For the Companies House Use Case, matching was undertaken using built in functionality within the Datactics platform. The example in this Use Case was using matching to verifiy countries entered in the country column and match them to the United Nations Geoscheme of countries and subregions. These matched countries were standardised to the list of the Geoscheme country names. Entries in the country column were compared against this list using exact and fuzzy matching. 

Exact matching highlighted when a country name was completely identical to one from the Geoscheme list. In comparison, fuzzy matching identified similarities which could be considered a match for example, identifying countries that may have a spelling mistake. Data matching is useful for facilitating and merging diverse datasets at scale. As a result, users are left with a standardised dataset which makes downstream activities much easier.  

4. What is low-code?   

Low-code applications are easy to use and reproducible and can conduct data quality tasks such as cleansing and matching. They alleviate users from having to write coding scripts, such as Python, in order to achieve their business goals and manage tasks. Platforms typically feature a user-friendly GUI (Graphical User Interface), where non-technical users can select the data management components they need. Low-code platforms help users satisfy business needs and solve problems in a management workflow.  

How is a low-code interface used in Datactics data quality tool?  

Having an easy-to-use tool makes data quality projects simple, efficient, and reliable. Datactics developed data quality and matching pipelines which are automated, reproducible, and auditable. A systematic approach enables the consistent re-running of the data quality projects without the need for development, tuning or support. Developing an in-house solution may require the resources to update and maintain scripts weekly. 
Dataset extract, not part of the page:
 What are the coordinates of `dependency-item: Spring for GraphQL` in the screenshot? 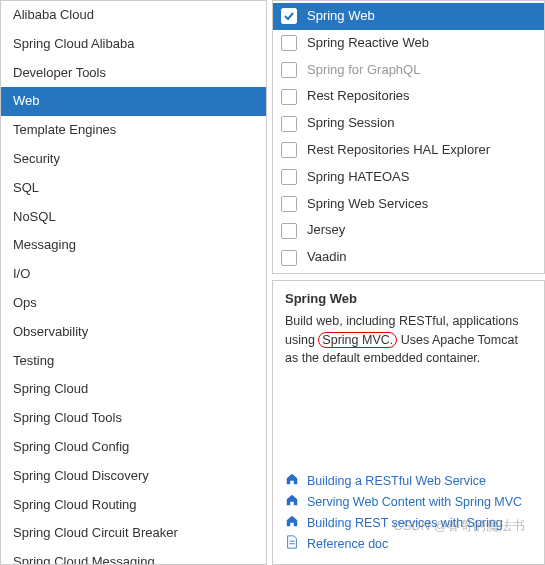 It's located at (408, 70).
Datactics developed a data quality tool feature with a low-code interface, to produce transparent data quality projects. As part of the Companies House project, 67 data quality and standardisation rules were developed and 16 were presented in a PowerBI dashboard. In this instance it was presented in a Power BI dashboard, however, templates can be built in most data visualisation tools.  

As the data quality pipelines are reproducible and auditable, the trend of data quality can also be tracked over time, with visualisations of Data Quality metrics by data source and by dimensionality. Moreover, it highlights where most of the DQ breaks occur, in terms of dimensionality and the total number of failing records. 

Summary  

The functions associated with a data quality tool offer significant benefits to the end user, whether that is a KYC officer wrangling with messy data during onboarding, or an AML professional needing accurate, up to date information to prevent financial crime.  

This report highlights a real-life, relevant use-case in dealing with open datasets namely the ‘Companies House’ and ‘Persons of Significant Control’ data. For these particular datasets, having these 4 features are interoperable so that end-users don’t have to manually extract, transform and load data (ETL) in order to be able to use it.  

In short, better data quality means better decision making and business insights.  

If you would like to explore this solution for open data, please reach out through our contact page.